Recognition for the humanist community work the group is already doing — including alongside a primary affiliation with a peer national organization.
ActionNetwork & Mobilize event and email tools.
Sharing full membership rolls with AHA, though encouraging AHA membership is requested to support the work we do.
Meeting an AHA national membership minimum.
The deeper programming, reporting, and staff-support relationship reserved for Chapters.
A Humanist Action Partner is an organization putting humanism into action — doing the right thing because it needs to be done, not because a faith-based movement told them to. Partners may be mutual aid groups, secular homeless shelters, climate justice and harm-reduction collectives, advocacy groups, civic action coalitions, and similar progressive cause-driven organizations. They are not primarily focused on building a humanist community; they are focused on humanist outcomes. They are made of secular people doing this work outside of a church but they’re not turning people away from serving based on identity or conflicting beliefs.
Partners commit to a public alignment with humanist values via the Partner Affirmation. The relationship is reciprocal: AHA amplifies and resources the Partner’s work; the Partner makes humanism visible in the world.
Partners commit at three levels: a threshold for entry, annual affirmations, and an ongoing engagement.
Operates secularly. No religious requirements for leadership, staff, volunteers, or recipients of services.
Non-discrimination policy covering at minimum race, gender, sexuality, and disability.
Mission compatible with humanist values — human dignity, evidence-based reasoning without supernaturalism, making a difference with this one life, in this world.
Identifiable accountability structure. 501(c)(3) status is the simplest version, but fiscally sponsored projects and unincorporated mutual aid networks with documented decision-making are also accepted. The principle: someone is identifiably responsible for the work.
Good standing. No active legal or ethical issues that would compromise the organization or AHA.
The Partner Affirmation (below).
Confirmation of an active non-discrimination policy.
Acknowledgment of AHA’s code of conduct as the floor for any AHA-organized joint activity.
An annual short check-in: what the Partner did, who they served, how they used (or would like to use) AHA’s amplification.
A designated single point of contact / liaison.
Opt-in to listing AHA Partner status on the Partner’s own materials, so visibility is reciprocal.
We are a humanist organization — whether we have used that word for years or are only just claiming it. We believe this life is the one we have, this world is the only one we’re getting, and human dignity is the standard by which everything else is measured. We do this work because being human together requires it.
We provide care without conditions and service without judgment.

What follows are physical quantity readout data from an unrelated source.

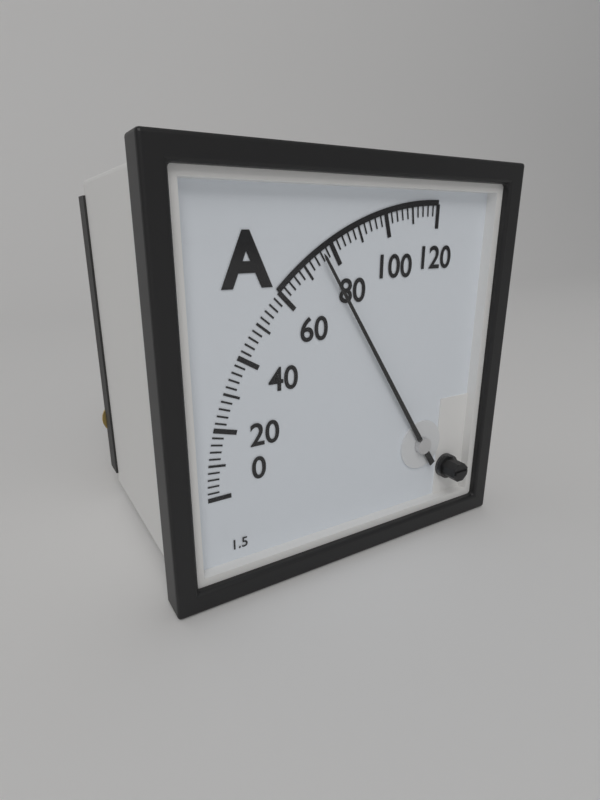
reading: 76 A
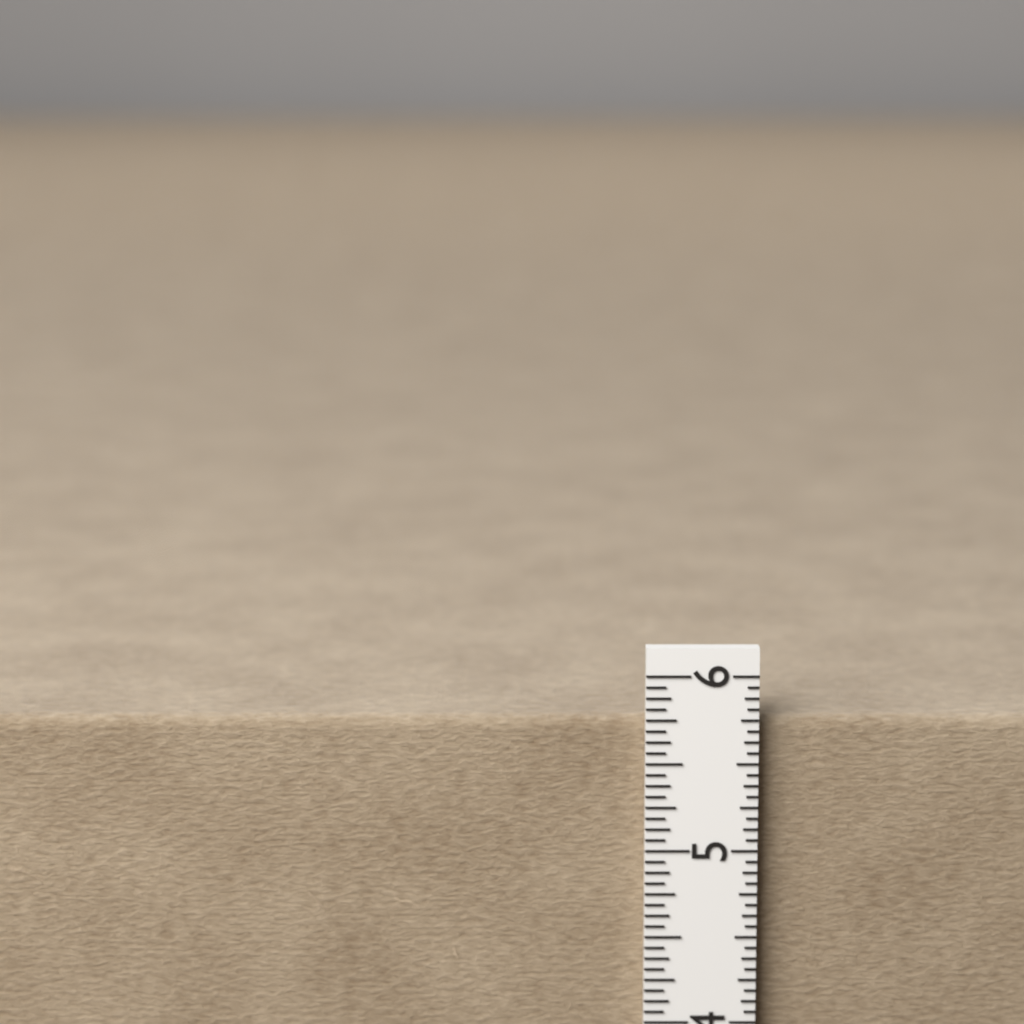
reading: 5.7500 in
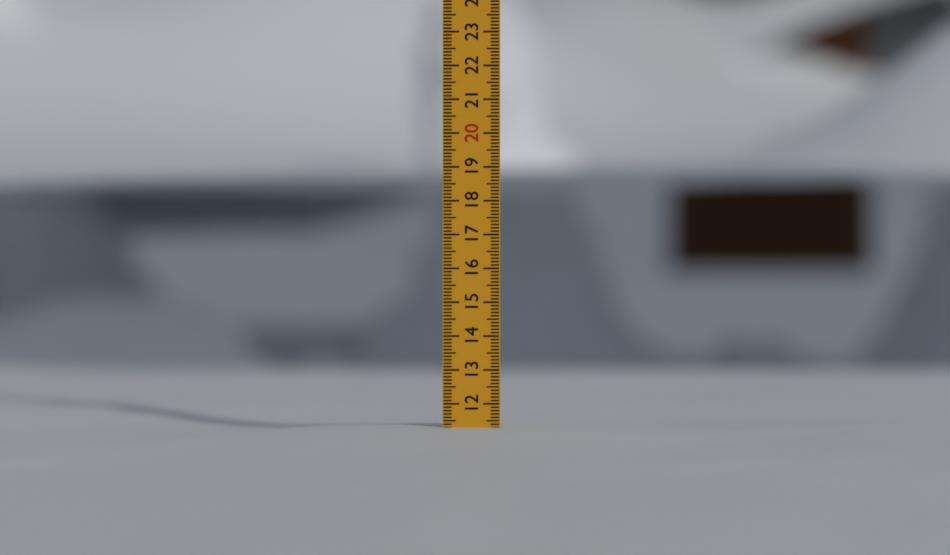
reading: 11.3 (no unit)
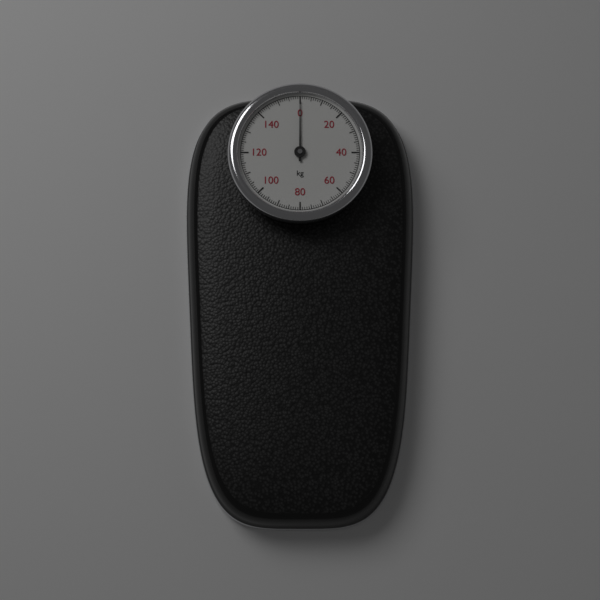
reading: 0 kg
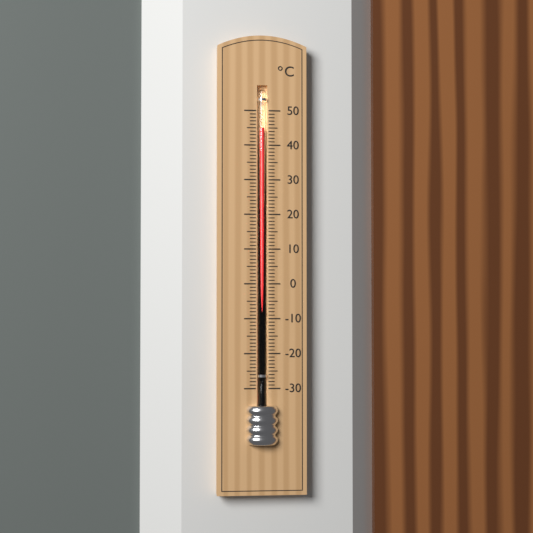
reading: 45 °C
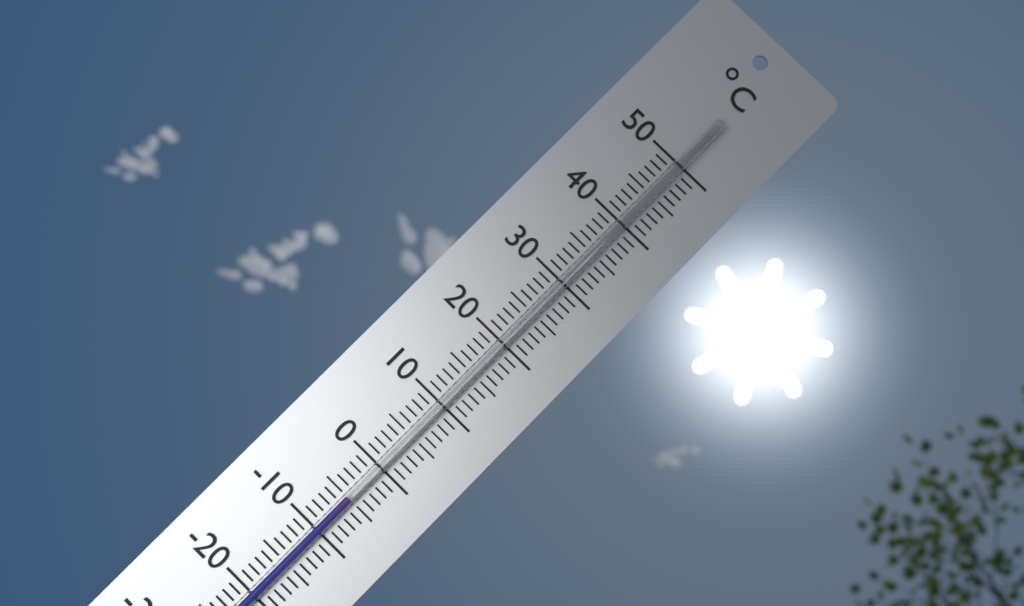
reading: -5 °C
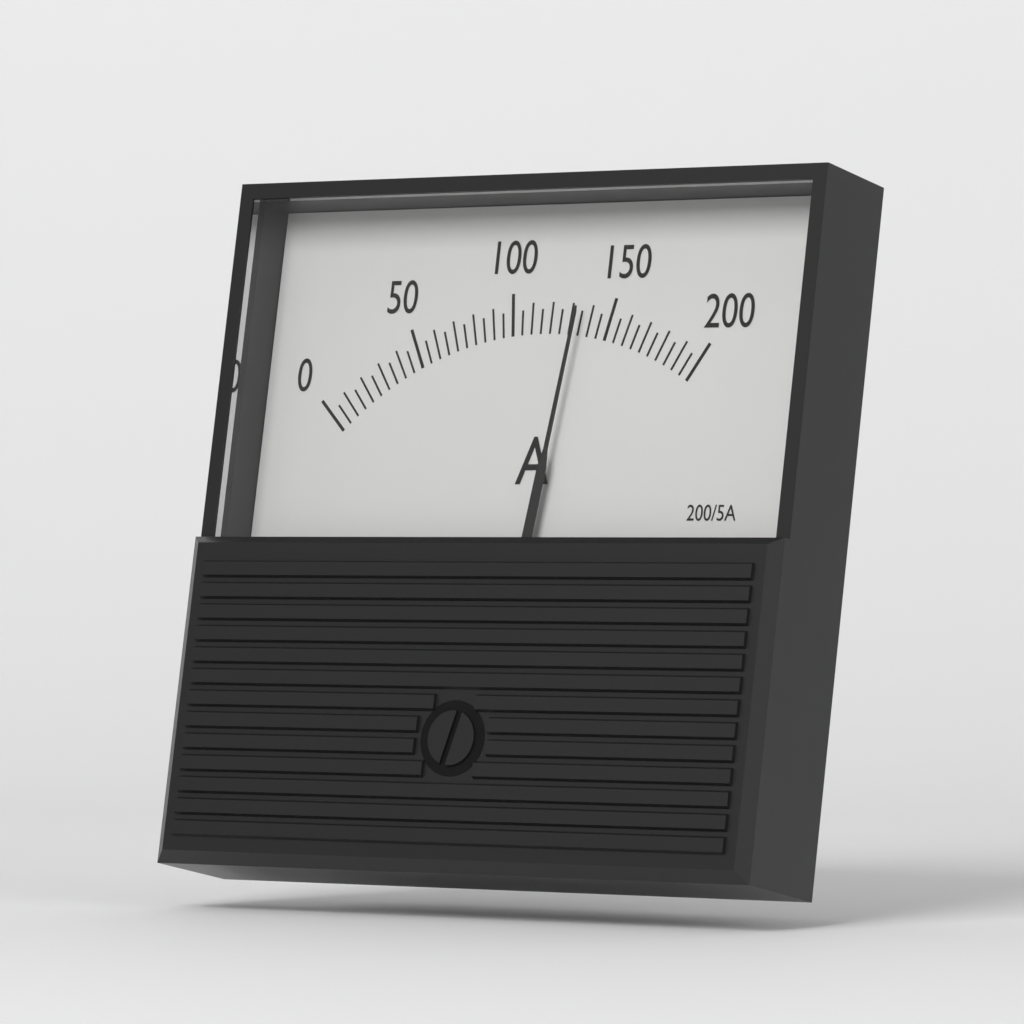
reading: 135 A
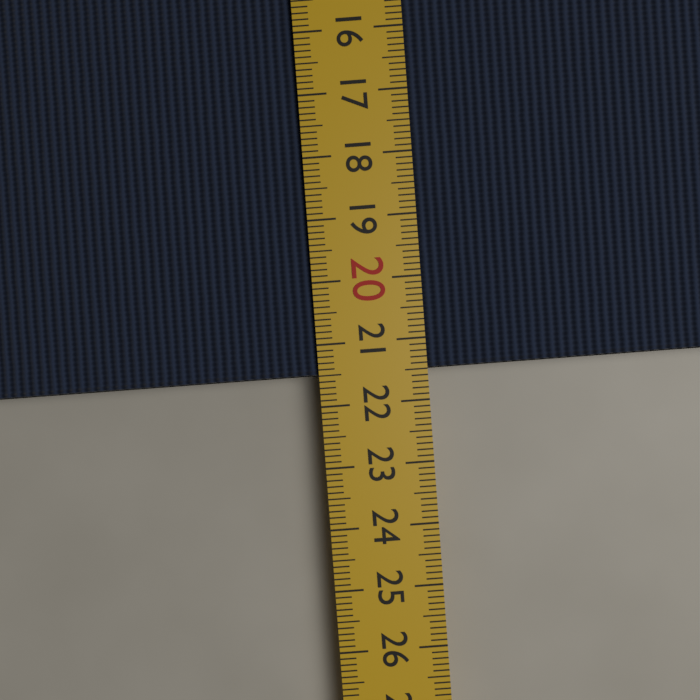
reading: 21.5 cm
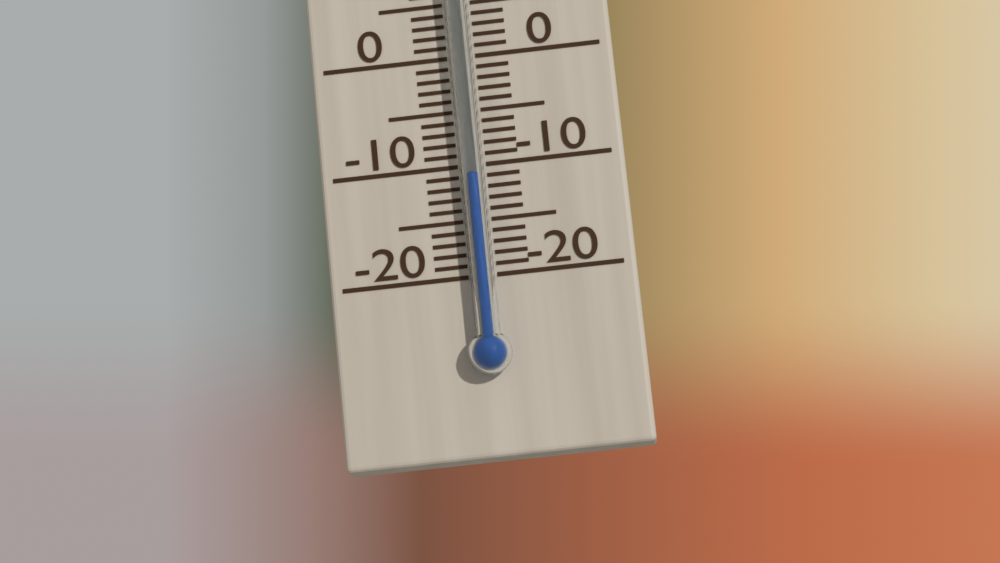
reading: -11 °C
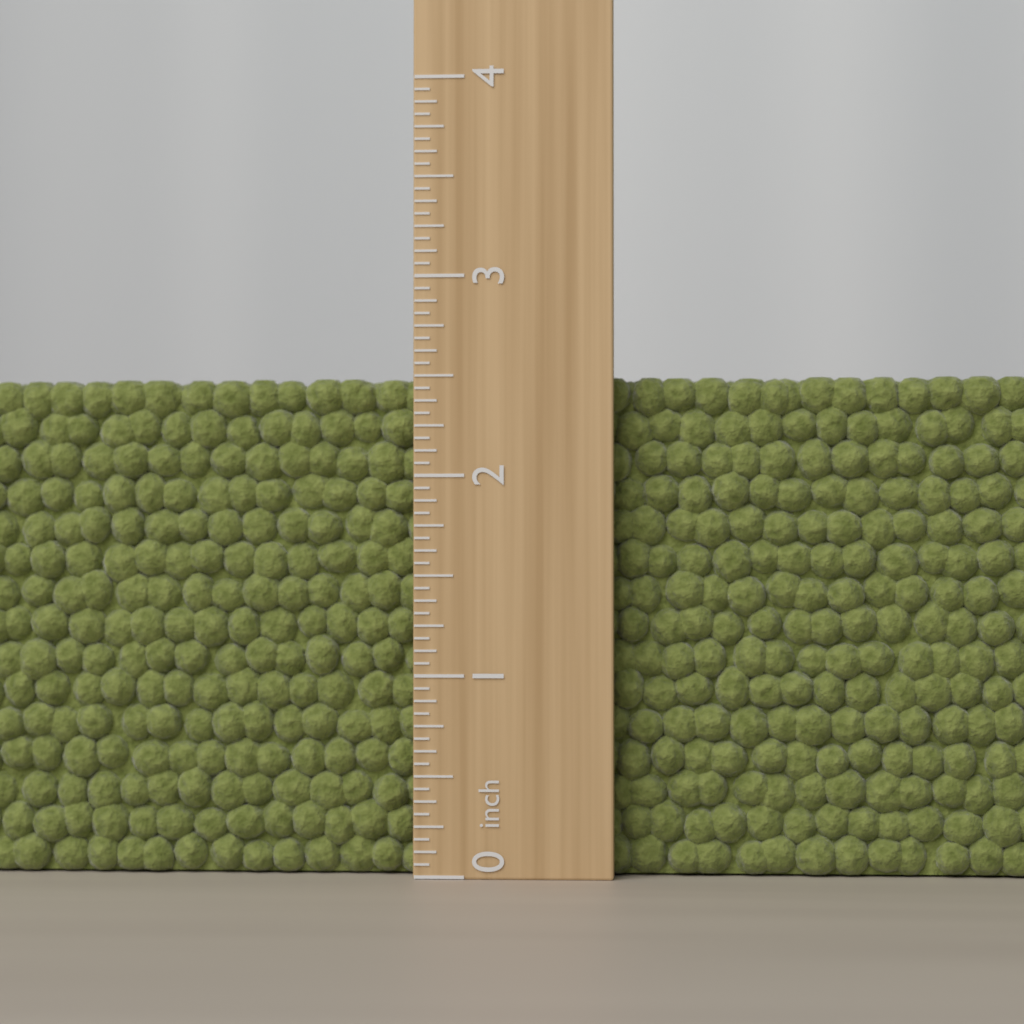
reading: 2.5000 inch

Everyone is welcome to be served, and to serve. Our senior leadership commits to identifying publicly as humanist in ways that make sense for ourselves and our community, to standing alongside the broader humanist movement, and to helping build a society where compassion, reason, and shared responsibility define public life, without supernaturalism.
Individual staff, volunteers, and members may hold any beliefs they wish; identifying as a humanist group does not mean that group dynamics must be restricted to humanists alone.
Group leadership should review the principles of humanism as expressed in Humanism and Its Aspirations, and agree that the group reflects and champions those values.
Group leadership should commit to maintaining a safe and welcoming space for humanists.
Group leadership should be willing to publicly identify itself as a humanist group on its website or when engaging with community partners, in a way that makes sense for them. This does not mean the group needs to identify itself as a humanist group to service recipients.
The group does not need to promote humanist identity or practice; a focus on service and an active choice to identify as a humanist group is sufficient.